Paul Krugman was really not very happy with his fellow Nobel Laureate Tom Sargent this week, posting two consecutive rebuttals (here and here) to a 2006 commencement speech (five years before getting the prize) that Sargent gave at UC Berkeley.

Let’s look at what Sargent had to say. All of it.

I remember how happy I felt when I graduated from Berkeley many years ago. But I thought the graduation speeches were long. I will economize on words.

Economics is organized common sense. Here is a short list of valuable lessons that our beautiful subject teaches.

1. Many things that are desirable are not feasible.

2. Individuals and communities face trade-offs.

3. Other people have more information about their abilities, their efforts, and their preferences than you do.

4. Everyone responds to incentives, including people you want to help.
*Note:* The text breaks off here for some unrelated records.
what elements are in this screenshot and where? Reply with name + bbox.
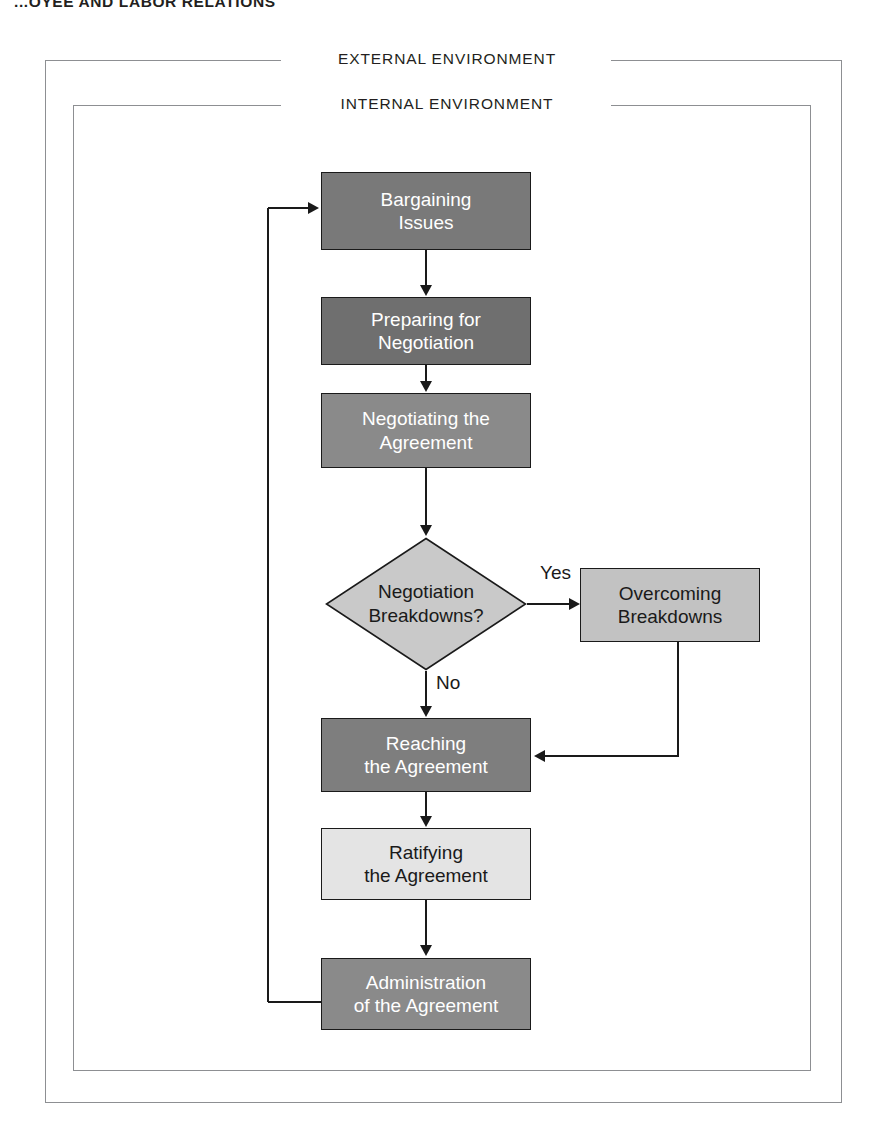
edge-label-no: No	[436, 672, 460, 694]
node-ratifying-the-agreement[interactable]: Ratifyingthe Agreement	[321, 828, 531, 900]
feedback-loop-bottom-segment	[268, 1001, 322, 1003]
running-head: ...OYEE AND LABOR RELATIONS	[14, 0, 276, 11]
node-ratifying-the-agreement-label: Ratifyingthe Agreement	[364, 841, 488, 887]
feedback-loop-arrowhead	[308, 202, 319, 214]
node-bargaining-issues[interactable]: BargainingIssues	[321, 172, 531, 250]
edge-label-yes: Yes	[540, 562, 571, 584]
edge-reaching-to-ratifying-arrowhead	[420, 816, 432, 827]
edge-negotiating-to-decision	[425, 468, 427, 526]
edge-ratifying-to-administration	[425, 900, 427, 946]
edge-overcoming-to-reaching-vertical	[677, 642, 679, 756]
edge-ratifying-to-administration-arrowhead	[420, 945, 432, 956]
edge-decision-yes	[527, 603, 571, 605]
edge-preparing-to-negotiating	[425, 365, 427, 382]
node-reaching-the-agreement[interactable]: Reachingthe Agreement	[321, 718, 531, 792]
node-bargaining-issues-label: BargainingIssues	[381, 188, 472, 234]
edge-overcoming-to-reaching-horizontal	[545, 755, 679, 757]
external-environment-label: EXTERNAL ENVIRONMENT	[287, 50, 607, 68]
node-negotiating-the-agreement[interactable]: Negotiating theAgreement	[321, 393, 531, 468]
node-overcoming-breakdowns-label: OvercomingBreakdowns	[618, 582, 723, 628]
node-preparing-for-negotiation[interactable]: Preparing forNegotiation	[321, 297, 531, 365]
node-administration-of-the-agreement-label: Administrationof the Agreement	[354, 971, 499, 1017]
edge-decision-no-arrowhead	[420, 706, 432, 717]
node-negotiation-breakdowns-decision[interactable]: NegotiationBreakdowns?	[325, 537, 527, 671]
feedback-loop-left-segment	[267, 208, 269, 1002]
edge-reaching-to-ratifying	[425, 792, 427, 817]
internal-environment-label: INTERNAL ENVIRONMENT	[287, 95, 607, 113]
edge-decision-no	[425, 671, 427, 707]
edge-decision-yes-arrowhead	[569, 598, 580, 610]
diagram-page: ...OYEE AND LABOR RELATIONS EXTERNAL ENV…	[0, 0, 886, 1146]
feedback-loop-top-segment	[268, 207, 309, 209]
node-reaching-the-agreement-label: Reachingthe Agreement	[364, 732, 488, 778]
node-administration-of-the-agreement[interactable]: Administrationof the Agreement	[321, 958, 531, 1030]
node-preparing-for-negotiation-label: Preparing forNegotiation	[371, 308, 481, 354]
node-negotiating-the-agreement-label: Negotiating theAgreement	[362, 407, 490, 453]
edge-overcoming-to-reaching-arrowhead	[534, 750, 545, 762]
edge-issues-to-preparing-arrowhead	[420, 285, 432, 296]
edge-issues-to-preparing	[425, 250, 427, 286]
edge-preparing-to-negotiating-arrowhead	[420, 381, 432, 392]
edge-negotiating-to-decision-arrowhead	[420, 525, 432, 536]
node-overcoming-breakdowns[interactable]: OvercomingBreakdowns	[580, 568, 760, 642]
That is why social safety nets don’t always end up working as intended.

5. There are tradeoffs between equality and efficiency.

6. In an equilibrium of a game or an economy, people are satisfied with their choices. That is why it is difficult for well-meaning outsiders to change things for better or worse.

7. In the future, you too will respond to incentives. That is why there are some promises that you’d like to make but can’t. No one will believe those promises because they know that later it will not be in your interest to deliver. The lesson here is this: before you make a promise, think about whether you will want to keep it if and when your circumstances change. This is how you earn a reputation.

8. Governments and voters respond to incentives too. That is why governments sometimes default on loans and other promises that they have made.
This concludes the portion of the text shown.